Imputed income on health insurance premium for K-1

Hi,

 

I am a partner at a large partnership. I get a K-1 from them. Starting this year, they pay for my health insurance but counts it as imputed income. Basically, it increased the guaranteed income and self-employment income in boxes 4a and 14a on my K1. 

 

As far as I can see, Turbotax was able to deduct most of the increased taxes from this imputed income on Schedule 1 as self-employed health insurance coverage. However, there is a small portion (~3%) of this imputed income that is added to my taxes, compared to last year when I didn't get health insurance from them (my ordinary income did not change from last year, so I can clearly see where the difference was). I assume this is from the increase in self-employment income and the associated self-employment tax. 

 

Does this sound right? I am happy that most of the tax on the imputed income was deducted since it was health insurance; but it appears I am still responsible for the self-employment tax portion of it? Or is there a way to deduct that portion too?

 

Thank you!

 

 

Anonymous
Not applicable

Deductions & credits

a partnership can not deduct partner health insurance  - it is treated as a guaranteed payment.   the additional income on the K-1 you pick up is offset by the deduction on your 1040 for SE health insurance (schedule 1 line 16). in addition 1/2 of all SE tax is deducted automatically by TT  on schedule 1 line 14.

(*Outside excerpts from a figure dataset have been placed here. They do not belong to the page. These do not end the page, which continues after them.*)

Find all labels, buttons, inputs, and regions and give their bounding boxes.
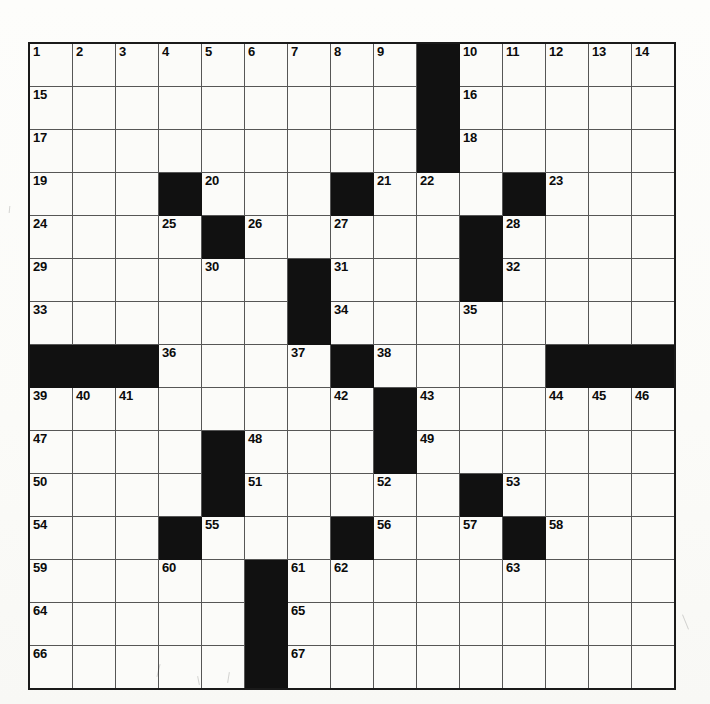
crossword-cell[interactable] <box>288 474 331 517</box>
crossword-cell[interactable]: 47 <box>29 431 73 474</box>
crossword-cell[interactable]: 37 <box>288 345 331 388</box>
crossword-cell[interactable] <box>417 345 460 388</box>
crossword-cell[interactable] <box>460 646 503 690</box>
crossword-cell[interactable] <box>116 259 159 302</box>
crossword-cell[interactable]: 43 <box>417 388 460 431</box>
crossword-cell[interactable] <box>374 302 417 345</box>
crossword-cell[interactable] <box>288 87 331 130</box>
crossword-cell[interactable] <box>546 130 589 173</box>
crossword-cell[interactable] <box>202 302 245 345</box>
crossword-cell[interactable]: 62 <box>331 560 374 603</box>
crossword-cell[interactable] <box>288 388 331 431</box>
crossword-cell[interactable] <box>417 259 460 302</box>
crossword-cell[interactable]: 38 <box>374 345 417 388</box>
crossword-cell[interactable]: 4 <box>159 43 202 87</box>
crossword-cell[interactable] <box>288 173 331 216</box>
crossword-cell[interactable]: 52 <box>374 474 417 517</box>
crossword-cell[interactable] <box>503 603 546 646</box>
crossword-cell[interactable] <box>632 560 676 603</box>
crossword-cell[interactable]: 48 <box>245 431 288 474</box>
crossword-cell[interactable] <box>589 302 632 345</box>
crossword-cell[interactable]: 32 <box>503 259 546 302</box>
crossword-cell[interactable] <box>202 87 245 130</box>
crossword-cell[interactable]: 20 <box>202 173 245 216</box>
crossword-cell[interactable] <box>116 87 159 130</box>
crossword-cell[interactable] <box>632 173 676 216</box>
crossword-cell[interactable]: 21 <box>374 173 417 216</box>
crossword-cell[interactable] <box>374 603 417 646</box>
crossword-cell[interactable] <box>73 474 116 517</box>
crossword-cell[interactable] <box>503 130 546 173</box>
crossword-cell[interactable] <box>288 431 331 474</box>
crossword-cell[interactable]: 39 <box>29 388 73 431</box>
crossword-cell[interactable] <box>116 560 159 603</box>
crossword-cell[interactable] <box>374 560 417 603</box>
crossword-cell[interactable] <box>503 388 546 431</box>
crossword-cell[interactable] <box>632 259 676 302</box>
crossword-cell[interactable] <box>245 130 288 173</box>
crossword-cell[interactable] <box>417 603 460 646</box>
crossword-cell[interactable]: 49 <box>417 431 460 474</box>
crossword-cell[interactable]: 36 <box>159 345 202 388</box>
crossword-cell[interactable] <box>589 216 632 259</box>
crossword-cell[interactable] <box>546 302 589 345</box>
crossword-cell[interactable] <box>331 431 374 474</box>
crossword-cell[interactable]: 41 <box>116 388 159 431</box>
crossword-cell[interactable] <box>417 517 460 560</box>
crossword-cell[interactable] <box>159 474 202 517</box>
crossword-cell[interactable]: 26 <box>245 216 288 259</box>
crossword-cell[interactable] <box>589 130 632 173</box>
crossword-cell[interactable] <box>116 474 159 517</box>
crossword-cell[interactable]: 6 <box>245 43 288 87</box>
crossword-cell[interactable]: 5 <box>202 43 245 87</box>
crossword-cell[interactable] <box>73 603 116 646</box>
crossword-cell[interactable]: 16 <box>460 87 503 130</box>
crossword-cell[interactable]: 10 <box>460 43 503 87</box>
crossword-cell[interactable]: 30 <box>202 259 245 302</box>
crossword-cell[interactable] <box>632 474 676 517</box>
crossword-cell[interactable] <box>331 474 374 517</box>
crossword-cell[interactable] <box>546 87 589 130</box>
crossword-cell[interactable] <box>417 646 460 690</box>
crossword-cell[interactable]: 29 <box>29 259 73 302</box>
crossword-cell[interactable] <box>546 603 589 646</box>
crossword-cell[interactable] <box>589 431 632 474</box>
crossword-cell[interactable]: 2 <box>73 43 116 87</box>
crossword-cell[interactable] <box>245 302 288 345</box>
crossword-cell[interactable]: 57 <box>460 517 503 560</box>
crossword-cell[interactable] <box>245 517 288 560</box>
crossword-cell[interactable] <box>632 603 676 646</box>
crossword-cell[interactable] <box>288 130 331 173</box>
crossword-cell[interactable] <box>632 302 676 345</box>
crossword-cell[interactable]: 61 <box>288 560 331 603</box>
crossword-cell[interactable] <box>73 259 116 302</box>
crossword-cell[interactable]: 65 <box>288 603 331 646</box>
crossword-cell[interactable]: 44 <box>546 388 589 431</box>
crossword-cell[interactable]: 50 <box>29 474 73 517</box>
crossword-cell[interactable] <box>116 173 159 216</box>
crossword-cell[interactable] <box>460 560 503 603</box>
crossword-cell[interactable] <box>503 431 546 474</box>
crossword-cell[interactable] <box>417 216 460 259</box>
crossword-cell[interactable] <box>159 646 202 690</box>
crossword-cell[interactable] <box>546 431 589 474</box>
crossword-cell[interactable] <box>288 216 331 259</box>
crossword-cell[interactable] <box>202 560 245 603</box>
crossword-cell[interactable] <box>460 173 503 216</box>
crossword-cell[interactable]: 15 <box>29 87 73 130</box>
crossword-cell[interactable] <box>589 87 632 130</box>
crossword-cell[interactable] <box>374 259 417 302</box>
crossword-cell[interactable] <box>460 603 503 646</box>
crossword-cell[interactable] <box>460 345 503 388</box>
crossword-cell[interactable]: 46 <box>632 388 676 431</box>
crossword-cell[interactable] <box>159 87 202 130</box>
crossword-cell[interactable] <box>73 646 116 690</box>
crossword-cell[interactable] <box>73 560 116 603</box>
crossword-cell[interactable] <box>632 87 676 130</box>
crossword-cell[interactable] <box>73 130 116 173</box>
crossword-cell[interactable] <box>503 87 546 130</box>
crossword-cell[interactable] <box>632 517 676 560</box>
crossword-cell[interactable]: 55 <box>202 517 245 560</box>
crossword-cell[interactable] <box>546 560 589 603</box>
crossword-grid[interactable]: 1234567891011121314151617181920212223242… <box>28 42 676 690</box>
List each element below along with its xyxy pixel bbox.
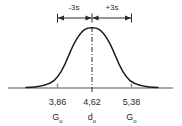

from instructions for form 1065:

Guaranteed payments are payments made by a partnership to a partner that are determined without regard to the partnership's income. Some examples of guaranteed payments to partners include:
Payments for salaries, health insurance, ....

Deductions & credits

Thanks. Yes I understand the deductions on Schedule 1 Line 16. But it appears my taxes went up slightly anyway at about 3% of the additional imputed income from the health insurance premium. I think this may have been from the self employment tax for the extra total self employment income which came from the guaranteed payments, which gets taxed at 2.9% after $132,900. Does that sound right?